No Magic
The key difference between Objective-C and Java is that Objective-C follows a philosophy of no magic. There is no virtual machine. The compiler turns Objective-C behavior into calls to the runtime library, which is written in C. You can call all of the various functions yourself. You can create new classes, add or replace methods in existing classes, get the types of methods and instance variables, and so on. You can also look up and call methods by name.
Some of these things require calling the runtime functions directly, others are exposed via NSObject. A simple example of this is calling a method by name. The first thing that you need to do is look up the selector. This is basically a unique string pointer. There are runtime functions for looking these up from C strings, or a Foundation function for getting them from Objective-C strings:
SEL sel = NSSelectorFromString(@"doSomething");
Note the at symbol before the string. This is used to create literal Objective-C string objects. You can also use this function with a string created at runtime. Once you have the selector, the next step is to call the method. There are three ways of doing this. On the Apple runtime, you can call the message send function directly:
objc_msgSend(object, sel);
You can also look up the function that implements the method and call that:
IMP method = [object methodForSelector: sel]; method(object, sel);
IMP stands for Instance Method Pointer, and is a standard Objective-C type for methods, with the signature described earlier. The highest-level way of doing this is to tell NSObject to send the message itself, like this:
[object performSelector: sel];
The important thing to remember is that all of the code in NSObject for doing this is implemented in terms of the runtime library functions. You can implement this behavior yourself.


THE PROBLEM:
Pull each line containing "caspaseb" out of the data and copy it.

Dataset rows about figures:
◆ ◆ ◆ ◆ ◆

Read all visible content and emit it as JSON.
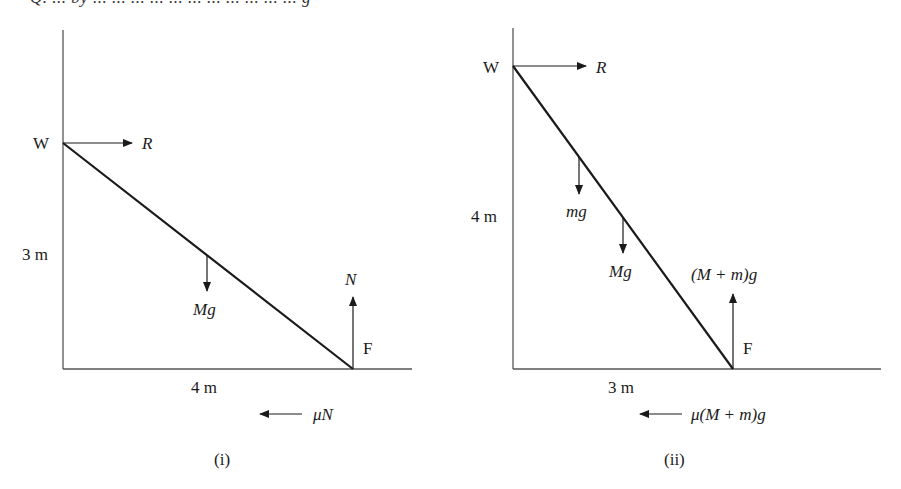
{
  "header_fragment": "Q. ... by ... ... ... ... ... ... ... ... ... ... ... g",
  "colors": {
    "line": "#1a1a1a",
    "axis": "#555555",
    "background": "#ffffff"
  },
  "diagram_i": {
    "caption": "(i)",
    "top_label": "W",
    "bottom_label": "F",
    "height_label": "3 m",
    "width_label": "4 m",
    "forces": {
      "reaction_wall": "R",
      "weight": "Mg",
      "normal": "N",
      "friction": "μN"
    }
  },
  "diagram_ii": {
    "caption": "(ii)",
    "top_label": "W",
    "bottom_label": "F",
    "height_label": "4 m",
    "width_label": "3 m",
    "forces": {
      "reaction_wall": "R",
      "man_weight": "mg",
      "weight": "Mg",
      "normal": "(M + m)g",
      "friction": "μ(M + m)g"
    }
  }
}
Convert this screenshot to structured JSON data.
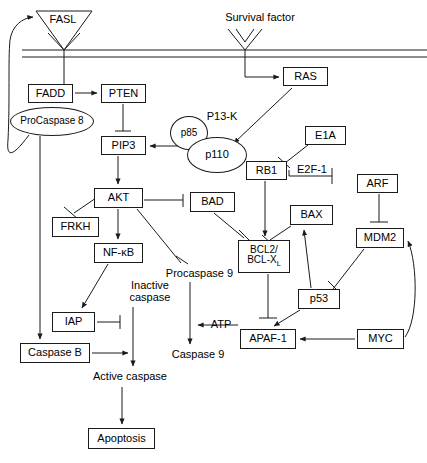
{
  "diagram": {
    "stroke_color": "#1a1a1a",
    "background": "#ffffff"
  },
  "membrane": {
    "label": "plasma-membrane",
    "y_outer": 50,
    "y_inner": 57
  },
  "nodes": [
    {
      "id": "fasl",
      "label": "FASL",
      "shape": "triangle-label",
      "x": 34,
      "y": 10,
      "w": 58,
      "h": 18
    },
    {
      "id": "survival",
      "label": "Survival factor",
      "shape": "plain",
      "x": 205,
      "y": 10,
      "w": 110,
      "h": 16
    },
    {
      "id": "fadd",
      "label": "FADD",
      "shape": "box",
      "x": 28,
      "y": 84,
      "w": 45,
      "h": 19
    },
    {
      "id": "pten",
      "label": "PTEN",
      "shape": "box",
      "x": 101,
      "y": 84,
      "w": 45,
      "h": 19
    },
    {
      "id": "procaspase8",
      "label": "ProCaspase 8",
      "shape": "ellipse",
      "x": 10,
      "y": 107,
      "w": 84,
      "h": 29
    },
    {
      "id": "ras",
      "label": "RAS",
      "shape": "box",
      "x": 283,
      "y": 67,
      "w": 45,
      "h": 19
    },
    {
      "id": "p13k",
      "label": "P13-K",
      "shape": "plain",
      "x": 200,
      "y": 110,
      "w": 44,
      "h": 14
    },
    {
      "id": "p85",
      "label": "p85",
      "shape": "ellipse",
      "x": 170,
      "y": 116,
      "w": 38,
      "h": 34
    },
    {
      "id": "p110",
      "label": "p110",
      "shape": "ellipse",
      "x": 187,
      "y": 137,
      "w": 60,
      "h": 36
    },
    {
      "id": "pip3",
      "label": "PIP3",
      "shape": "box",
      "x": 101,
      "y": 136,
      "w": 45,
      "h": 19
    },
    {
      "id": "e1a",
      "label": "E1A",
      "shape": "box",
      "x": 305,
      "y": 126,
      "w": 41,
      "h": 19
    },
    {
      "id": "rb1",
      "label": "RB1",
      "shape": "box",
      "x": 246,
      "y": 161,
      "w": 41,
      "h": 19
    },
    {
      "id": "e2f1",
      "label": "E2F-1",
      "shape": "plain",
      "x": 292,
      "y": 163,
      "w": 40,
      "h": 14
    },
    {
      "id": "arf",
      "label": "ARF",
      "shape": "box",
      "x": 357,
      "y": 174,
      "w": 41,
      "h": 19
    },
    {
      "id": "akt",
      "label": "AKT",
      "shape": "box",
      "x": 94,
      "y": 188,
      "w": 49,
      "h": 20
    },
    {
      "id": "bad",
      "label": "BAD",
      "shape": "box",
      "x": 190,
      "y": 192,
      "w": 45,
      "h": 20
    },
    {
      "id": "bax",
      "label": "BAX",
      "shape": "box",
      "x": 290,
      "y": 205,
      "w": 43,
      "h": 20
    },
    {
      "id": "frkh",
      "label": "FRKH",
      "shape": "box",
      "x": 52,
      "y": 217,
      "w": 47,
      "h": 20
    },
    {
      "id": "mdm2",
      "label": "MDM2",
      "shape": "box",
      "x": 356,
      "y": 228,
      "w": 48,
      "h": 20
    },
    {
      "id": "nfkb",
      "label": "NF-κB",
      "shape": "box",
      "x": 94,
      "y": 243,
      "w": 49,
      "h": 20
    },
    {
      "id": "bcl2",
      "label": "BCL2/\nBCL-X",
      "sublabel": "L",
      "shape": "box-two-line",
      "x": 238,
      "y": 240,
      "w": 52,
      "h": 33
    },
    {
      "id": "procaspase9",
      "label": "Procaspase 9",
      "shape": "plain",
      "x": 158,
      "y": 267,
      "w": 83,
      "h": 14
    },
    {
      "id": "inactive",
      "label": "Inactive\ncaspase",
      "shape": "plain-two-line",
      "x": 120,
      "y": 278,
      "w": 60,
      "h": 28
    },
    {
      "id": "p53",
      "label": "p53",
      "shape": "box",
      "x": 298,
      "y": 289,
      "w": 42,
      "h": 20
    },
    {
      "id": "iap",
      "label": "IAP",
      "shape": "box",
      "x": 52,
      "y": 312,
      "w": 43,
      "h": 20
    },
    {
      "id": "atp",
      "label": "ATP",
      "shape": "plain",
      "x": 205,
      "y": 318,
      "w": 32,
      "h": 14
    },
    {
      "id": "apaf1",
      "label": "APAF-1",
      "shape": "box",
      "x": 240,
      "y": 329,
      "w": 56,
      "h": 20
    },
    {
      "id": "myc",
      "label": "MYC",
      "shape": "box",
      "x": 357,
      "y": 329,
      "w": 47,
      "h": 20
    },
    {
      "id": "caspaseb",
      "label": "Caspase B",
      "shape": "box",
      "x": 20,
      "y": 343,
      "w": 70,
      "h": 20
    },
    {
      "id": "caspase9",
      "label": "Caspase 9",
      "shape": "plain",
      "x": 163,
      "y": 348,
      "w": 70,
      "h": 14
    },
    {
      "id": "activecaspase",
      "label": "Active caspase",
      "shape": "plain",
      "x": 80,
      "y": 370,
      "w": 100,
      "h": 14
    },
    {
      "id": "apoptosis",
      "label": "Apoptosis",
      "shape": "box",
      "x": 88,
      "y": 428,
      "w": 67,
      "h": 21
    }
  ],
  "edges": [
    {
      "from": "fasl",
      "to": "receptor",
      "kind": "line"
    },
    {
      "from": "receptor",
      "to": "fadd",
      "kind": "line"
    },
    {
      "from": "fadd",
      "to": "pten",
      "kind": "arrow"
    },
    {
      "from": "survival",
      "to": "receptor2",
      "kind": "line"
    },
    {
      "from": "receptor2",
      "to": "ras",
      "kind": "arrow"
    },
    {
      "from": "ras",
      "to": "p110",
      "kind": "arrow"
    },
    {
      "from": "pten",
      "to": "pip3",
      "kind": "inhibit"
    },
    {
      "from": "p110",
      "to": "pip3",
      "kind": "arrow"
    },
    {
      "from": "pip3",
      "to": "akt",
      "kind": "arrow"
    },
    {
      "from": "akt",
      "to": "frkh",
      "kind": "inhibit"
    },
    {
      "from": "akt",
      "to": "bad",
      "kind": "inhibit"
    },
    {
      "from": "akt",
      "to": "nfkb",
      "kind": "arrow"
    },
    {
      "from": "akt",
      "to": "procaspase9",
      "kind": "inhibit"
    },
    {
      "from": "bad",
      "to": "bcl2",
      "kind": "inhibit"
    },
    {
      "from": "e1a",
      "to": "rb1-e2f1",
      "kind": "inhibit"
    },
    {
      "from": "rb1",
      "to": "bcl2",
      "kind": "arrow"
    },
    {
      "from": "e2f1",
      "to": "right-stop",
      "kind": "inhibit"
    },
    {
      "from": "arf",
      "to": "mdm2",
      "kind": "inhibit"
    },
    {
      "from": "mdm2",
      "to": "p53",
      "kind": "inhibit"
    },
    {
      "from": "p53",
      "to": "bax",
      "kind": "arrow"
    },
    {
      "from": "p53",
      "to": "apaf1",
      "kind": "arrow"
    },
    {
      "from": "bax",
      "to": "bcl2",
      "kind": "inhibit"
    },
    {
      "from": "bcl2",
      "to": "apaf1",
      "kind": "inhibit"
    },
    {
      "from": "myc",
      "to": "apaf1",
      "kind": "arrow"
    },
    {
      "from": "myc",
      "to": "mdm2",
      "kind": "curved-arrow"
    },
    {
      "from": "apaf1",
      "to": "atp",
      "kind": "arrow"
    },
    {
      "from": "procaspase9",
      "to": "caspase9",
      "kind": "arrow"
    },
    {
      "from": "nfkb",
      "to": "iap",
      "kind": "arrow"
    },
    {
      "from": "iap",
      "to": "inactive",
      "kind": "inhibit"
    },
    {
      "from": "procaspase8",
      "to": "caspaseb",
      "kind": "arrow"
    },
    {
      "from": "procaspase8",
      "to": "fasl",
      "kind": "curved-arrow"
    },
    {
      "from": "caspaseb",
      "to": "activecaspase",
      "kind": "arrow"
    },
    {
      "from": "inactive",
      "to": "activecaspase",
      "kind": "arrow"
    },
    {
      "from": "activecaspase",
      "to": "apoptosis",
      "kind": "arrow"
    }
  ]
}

◆ ◆ ◆ ◆ ◆

SOLUTION FOR THIS TASK:
      "id": "caspaseb",
      "to": "caspaseb",
      "from": "caspaseb",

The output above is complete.